When Zhou Enlai, the Chinese premier in the 1970s, was asked what he thought of the French Revolution - which had begun two centuries earlier on July 14, 1789 - he replied that it was too early to say. In a similar fashion, it is perhaps too early to comment on the past week's tumultuous events on Wall Street. Was there insufficient regulation? Or was it enough, but were the regulators too lax? Will legislation now be introduced in a hurried fashion, even though this is often the worst thing to do? Is the best way to stop a stock market from falling to stop it trading - as Russia did last week? Or is it to prohibit short-selling - a practice in which dealers sell shares they do not have, in the hope they will be able to buy them for less money in a few days' time and pocket the difference? This is what many markets around the world have done, even though short-sellers provide valuable liquidity and are the only people selling in a bull market.
If anybody, either on Wall Street or in the City of London, is surprised by events, then they have only themselves to blame. They should have heeded the warnings of one of their practitioners. The Black Swan, by Nassim Nicholas Taleb, was published last year to widespread reviews and enthusiastic sales. Like the authors of most business books, Taleb, a former bank trader turned sceptic, manages to turn one simple concept into 300 pages.

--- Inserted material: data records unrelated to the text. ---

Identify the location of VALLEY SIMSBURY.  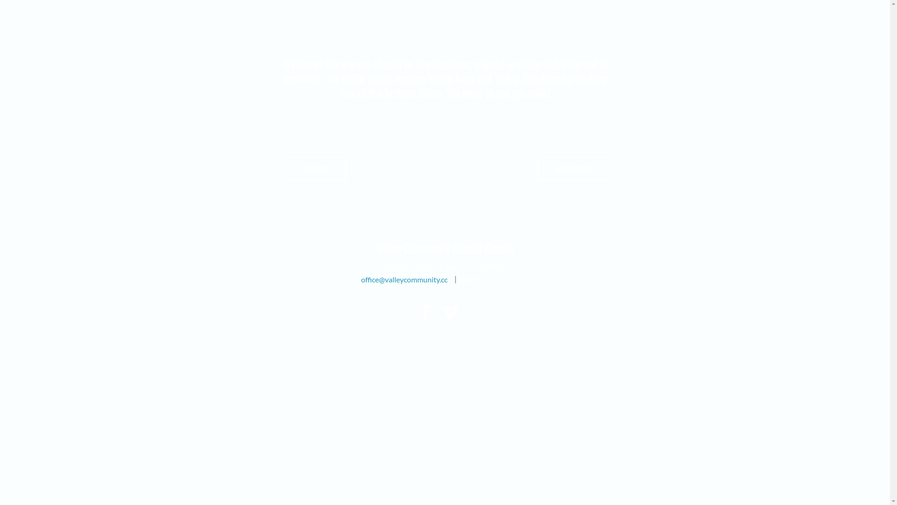
(575, 169).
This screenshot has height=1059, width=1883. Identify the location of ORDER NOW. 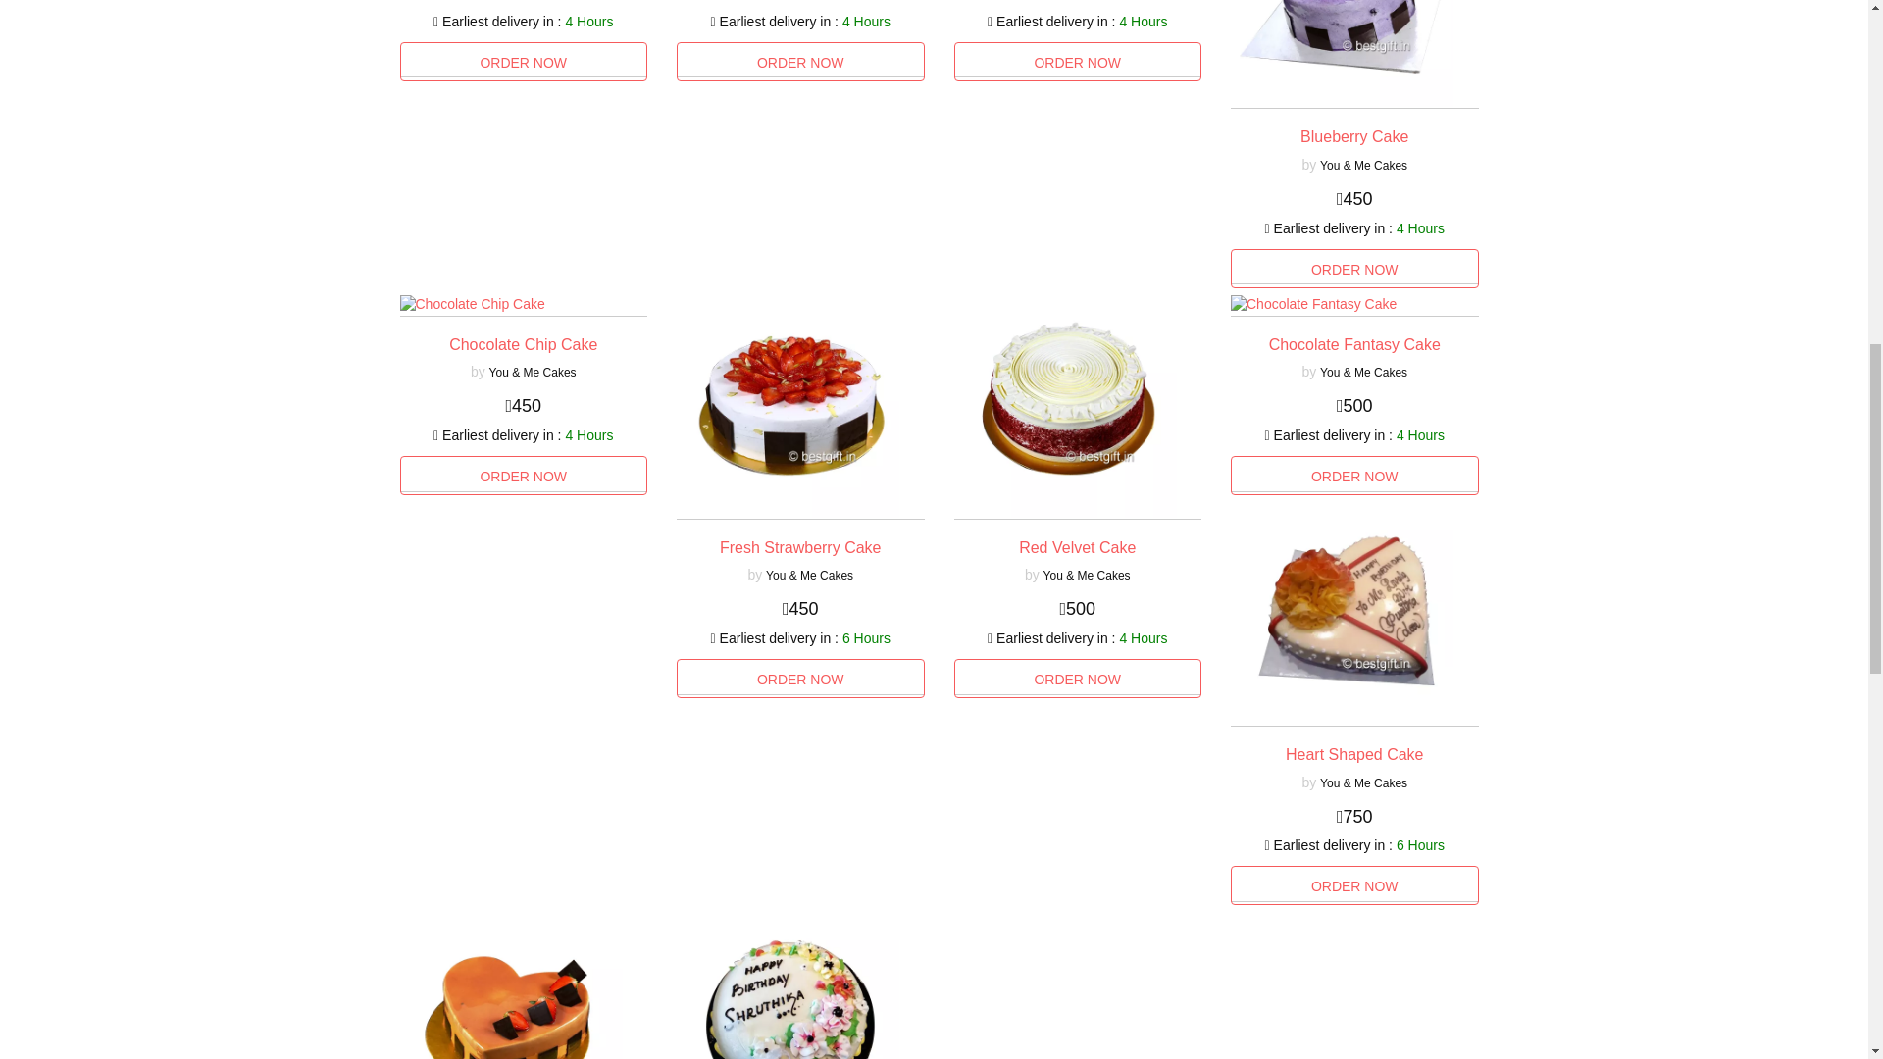
(800, 62).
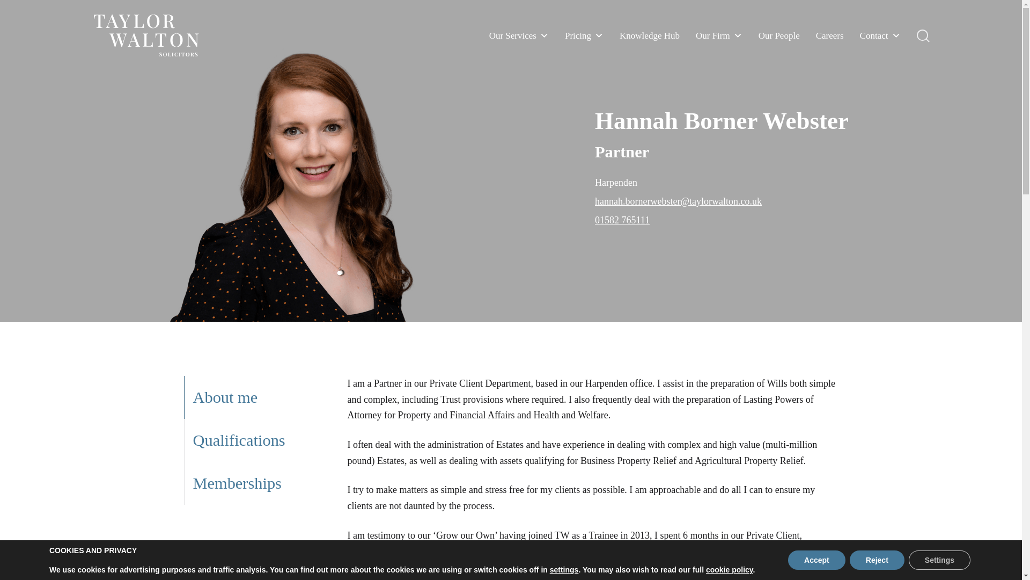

His idea is this: for thousands of years people believed that all swans were white. There was no evidence to suggest otherwise. It was only with the discovery of Australia that people discovered that there were, in fact, black swans floating on the Murray River.
His thesis is that we should expect the unexpected, because it happens more often than we can imagine. Nor should we take history as a reliable indicator of the future. Consider the case of the turkey. From birth, food is pushed down its throat. Every day follows the last in an orderly fashion, until one day the hand that used to feed it goes around the bird's neck and throttles it. This is what happened to investment banking last week. Like turkeys, the bankers were standing around with their mouths open waiting for their next bonuses, only to find that, Soviet-style, they are now all either owned by the government or fiercely regulated by them. They should perhaps count themselves lucky they were not lined up and shot.
But how did the turkeys on Wall Street fail to notice the signs? Bleary-eyed bankers could be seen on the London Underground or the New York subway with the book under their arms. Did none of them read it? It is true that it is quite smug and irritating and the author saves the best until last, but anyone who reached page 225 would discover a section called Naive Globalisation. Taleb writes: "We have never lived before under the threat of a global collapse. Financial institutions have been merging into a smaller number of very large banks. Almost all banks are inter-related. So the financial ecology is swelling into gigantic, incestuous, bureaucratic banks often Gaussianized in their risk measurement - when one falls, they all fall."
Sounds rather like the events of the past few weeks, doesn't it? He even goes on to say he thinks Fanny Mae, the government-sponsored mortgage provider, is "sitting on a barrel of dynamite, vulnerable to the slightest hiccup. But not to worry: their large staff of scientists deemed these events 'unlikely'." While Taleb suggests we should not use history to predict the future, it seems likely that there are four main implications we can draw from last week's events.
1) Damage to brand America. As if President George W Bush's tenure had not done enough to damage America's political standing in the world, he also managed to tarnish its financial standing. America's investment bankers ruled the world, their brand of innovative capitalism fuelling a boom of epic proportions. Say what you like about Wall Street, but innovation such as the internet would not have been possible without them. Without Wall Street's creativity, we risk a slower, less innovative time.
2) More regulation will lead to a slowdown. The way to stop the excesses of the financial system is, of course, to regulate more. It is not true to say there was no regulation. It was just that nobody was prepared to be the one calling the party over. However, with all the glasses spilt and the guests gone home, it is clear that it has ended. But there is no guarantee that politicians and bureaucrats will be any better at banking than bankers. Their instinct will be to do nothing - just like a French banker. Mortgages and loans will be harder to come by. It may be time to start saving.
3) Do not believe in decoupling. Anyone who believes that the Gulf can somehow march to a different beat is surely out of step. The fact that the Central Bank of the UAE had to make Dh50bn (US$13.6bn) available for banks when international interbank lending dried up is just one indicator. If the world economy stalls, demand for oil will drop. This will affect the price and have a knock-on effect on government spending.
4) The lessons of leverage. One of the things that did it for Lehman Brothers was that its exposure was more than 30 times its capital. Leverage is the way that investment bankers make their money - lots of it. This, as we have seen, is fine while the markets are going up. When the market turns, it is disastrous. In Dubai, and to a certain extent in Abu Dhabi, we have seen a property market that verges on ludicrous. Speculators have been buying off-plan and for, say, an initial stake of US$10,000 (Dh36,700) for a $200,000 property, selling it for $400,000 - often before a brick had been laid. We can probably surmise that those who did it once wanted to do it again. Rather than buying one property, they bought 10, or 20. When the market turns, which it surely must, those $200,000 gains - multiplied up to $2 million or $4m - will turn into losses. Banks in Dubai may suddenly end up owning a lot of empty properties worth a fraction of the previous year's value.